© Mark Fisher - published in The Guardian
Six Acts of Love
Tron, Glasgow
3 out of 5
Katherine is a woman in need of a story. For much of the time in Ioanna Anderson's gentle comedy, though, you don't notice her dilemma because the fiftysomething Dublin mother of four seems to be surrounded by stories. There is the story of her husband Tom, who has run off with a young artist and started a new family; the stories of her grown-up sons and the lives they are forging for themselves; and the endless torrent of stories told by her mother Dorothy, desperately hanging on to her memories as dementia sets in.
But for Katherine herself, in a glowing performance by Barbara Wilshere in Andy Arnold's production, the narrative has come to an end. Every encounter with Tom (Benny Young), as he enjoys his second youth, only reminds her of a life once lived and now completed. It doesn't help that a legal hitch means the only way they can get divorced is to re-enact their marriage ceremony, like a cruel exhumation of the past. Nor that Katherine appears in none of the family photos dug out of storage to trigger the failing memory of Dorothy (Una McLean).
She is a woman who might never have existed; unrecognised by her mother, legally denied by the state and deserted by her husband and children. By the time all the other stories are wrapped up and she is left alone in an empty kitchen, she is a blank slate.
Six Acts of Love is a play, like On Golden Pond or The Memory of Water, that you can imagine being taken to heart by West End audiences pleased to find their middle-aged concerns reflected back at them. So, too, can you imagine it being despised by those for whom its mushy sentimentality and low-stakes drama deny any real theatricality. As with many plays where the characters are fixated on the past, every move forward requires several steps back, depriving the production of energy.
However, as heart-on-your-sleeve bourgeois theatre goes, Arnold's production is beautifully executed - not least McLean's proud portrayal of a woman losing her mind, which reaches a heart-breaking conclusion when her devoted husband (Des Braiden) sends her off with another story. It won't be to everyone's taste, but Six Acts of Love has every chance of becoming a summer-season staple.
© Mark Fisher, 2008
Six Acts of Love
Tron, Glasgow
3 out of 5
Katherine is a woman in need of a story. For much of the time in Ioanna Anderson's gentle comedy, though, you don't notice her dilemma because the fiftysomething Dublin mother of four seems to be surrounded by stories. There is the story of her husband Tom, who has run off with a young artist and started a new family; the stories of her grown-up sons and the lives they are forging for themselves; and the endless torrent of stories told by her mother Dorothy, desperately hanging on to her memories as dementia sets in.
But for Katherine herself, in a glowing performance by Barbara Wilshere in Andy Arnold's production, the narrative has come to an end. Every encounter with Tom (Benny Young), as he enjoys his second youth, only reminds her of a life once lived and now completed. It doesn't help that a legal hitch means the only way they can get divorced is to re-enact their marriage ceremony, like a cruel exhumation of the past. Nor that Katherine appears in none of the family photos dug out of storage to trigger the failing memory of Dorothy (Una McLean).
She is a woman who might never have existed; unrecognised by her mother, legally denied by the state and deserted by her husband and children. By the time all the other stories are wrapped up and she is left alone in an empty kitchen, she is a blank slate.
Six Acts of Love is a play, like On Golden Pond or The Memory of Water, that you can imagine being taken to heart by West End audiences pleased to find their middle-aged concerns reflected back at them. So, too, can you imagine it being despised by those for whom its mushy sentimentality and low-stakes drama deny any real theatricality. As with many plays where the characters are fixated on the past, every move forward requires several steps back, depriving the production of energy.
However, as heart-on-your-sleeve bourgeois theatre goes, Arnold's production is beautifully executed - not least McLean's proud portrayal of a woman losing her mind, which reaches a heart-breaking conclusion when her devoted husband (Des Braiden) sends her off with another story. It won't be to everyone's taste, but Six Acts of Love has every chance of becoming a summer-season staple.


Take the entries below and reproduce exactly the portion that begins at the line containing "Give me the" and ends at the line containing "is 429 x 316.", keeping both ends, dropping pictures, and adding nothing else.
++++ Material shown
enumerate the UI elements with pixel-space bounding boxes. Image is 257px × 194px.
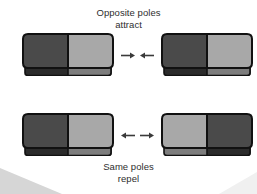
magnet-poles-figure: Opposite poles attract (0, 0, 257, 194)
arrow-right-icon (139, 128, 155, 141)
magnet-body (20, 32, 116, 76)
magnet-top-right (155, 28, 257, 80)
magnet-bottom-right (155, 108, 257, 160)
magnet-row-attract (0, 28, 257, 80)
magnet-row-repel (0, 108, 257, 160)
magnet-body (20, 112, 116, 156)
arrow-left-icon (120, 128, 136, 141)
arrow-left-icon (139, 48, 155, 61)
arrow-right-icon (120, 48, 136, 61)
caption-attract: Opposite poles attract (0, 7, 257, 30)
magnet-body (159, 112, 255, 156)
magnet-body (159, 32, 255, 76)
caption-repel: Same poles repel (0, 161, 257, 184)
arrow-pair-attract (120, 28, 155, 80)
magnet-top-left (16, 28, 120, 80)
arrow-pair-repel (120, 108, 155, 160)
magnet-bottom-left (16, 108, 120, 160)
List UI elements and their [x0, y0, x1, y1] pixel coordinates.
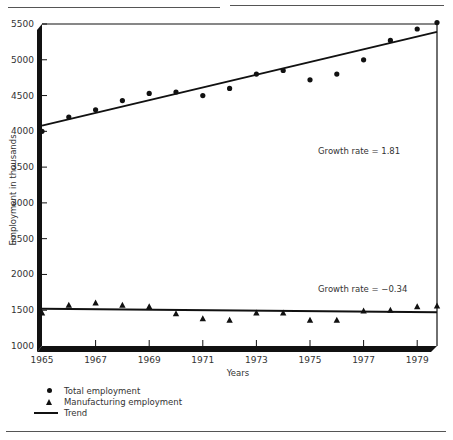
++++++++
++++ Material shown
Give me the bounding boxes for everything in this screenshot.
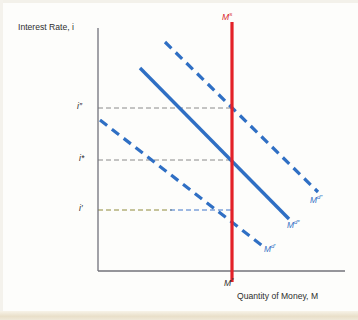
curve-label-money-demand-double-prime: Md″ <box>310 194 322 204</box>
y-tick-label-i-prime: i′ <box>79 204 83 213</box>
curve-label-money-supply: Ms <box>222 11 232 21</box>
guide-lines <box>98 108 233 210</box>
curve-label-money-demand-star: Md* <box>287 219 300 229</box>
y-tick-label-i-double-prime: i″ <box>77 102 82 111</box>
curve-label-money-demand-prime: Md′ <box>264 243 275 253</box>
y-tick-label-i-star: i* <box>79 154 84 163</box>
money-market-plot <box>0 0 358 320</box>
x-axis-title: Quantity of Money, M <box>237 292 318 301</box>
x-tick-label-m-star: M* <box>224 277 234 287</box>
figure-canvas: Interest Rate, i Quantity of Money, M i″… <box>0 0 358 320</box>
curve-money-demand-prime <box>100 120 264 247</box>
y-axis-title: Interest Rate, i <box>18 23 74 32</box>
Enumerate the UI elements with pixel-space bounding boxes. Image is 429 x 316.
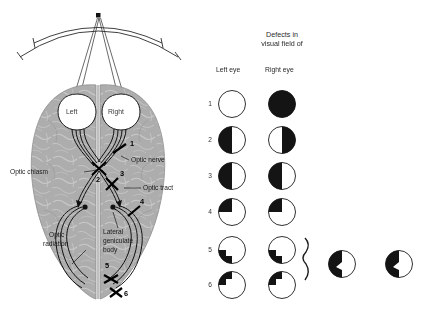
++++++++
++++ Material shown
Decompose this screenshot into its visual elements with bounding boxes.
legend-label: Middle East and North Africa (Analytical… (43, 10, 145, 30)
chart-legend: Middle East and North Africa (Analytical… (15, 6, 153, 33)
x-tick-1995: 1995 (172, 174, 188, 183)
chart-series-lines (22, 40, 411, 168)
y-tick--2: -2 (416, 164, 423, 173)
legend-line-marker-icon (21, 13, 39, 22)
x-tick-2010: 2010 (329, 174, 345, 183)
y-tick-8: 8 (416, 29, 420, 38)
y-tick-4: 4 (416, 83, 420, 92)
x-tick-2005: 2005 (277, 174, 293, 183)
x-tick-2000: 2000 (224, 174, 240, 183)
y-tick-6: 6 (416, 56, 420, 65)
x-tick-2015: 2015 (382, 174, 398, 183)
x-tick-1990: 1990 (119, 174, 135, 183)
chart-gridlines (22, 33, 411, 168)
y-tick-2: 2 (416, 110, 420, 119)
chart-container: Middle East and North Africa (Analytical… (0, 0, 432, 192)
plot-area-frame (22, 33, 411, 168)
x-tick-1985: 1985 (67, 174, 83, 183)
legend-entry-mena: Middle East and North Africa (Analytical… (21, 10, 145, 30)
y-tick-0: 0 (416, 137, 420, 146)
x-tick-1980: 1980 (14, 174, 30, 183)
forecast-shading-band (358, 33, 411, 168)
++++++++
_Output_
Give me the bounding boxes for everything in this screenshot.
curve-label-money-demand-double-prime: Md″ <box>310 194 322 204</box>
y-tick-label-i-prime: i′ <box>79 204 83 213</box>
curve-label-money-supply: Ms <box>222 11 232 21</box>
guide-lines <box>98 108 233 210</box>
curve-label-money-demand-star: Md* <box>287 219 300 229</box>
y-tick-label-i-double-prime: i″ <box>77 102 82 111</box>
curve-label-money-demand-prime: Md′ <box>264 243 275 253</box>
y-tick-label-i-star: i* <box>79 154 84 163</box>
money-market-plot <box>0 0 358 320</box>
x-axis-title: Quantity of Money, M <box>237 292 318 301</box>
x-tick-label-m-star: M* <box>224 277 234 287</box>
figure-canvas: Interest Rate, i Quantity of Money, M i″… <box>0 0 358 320</box>
curve-money-demand-prime <box>100 120 264 247</box>
y-axis-title: Interest Rate, i <box>18 23 74 32</box>
Enumerate the UI elements with pixel-space bounding boxes. Image is 429 x 316.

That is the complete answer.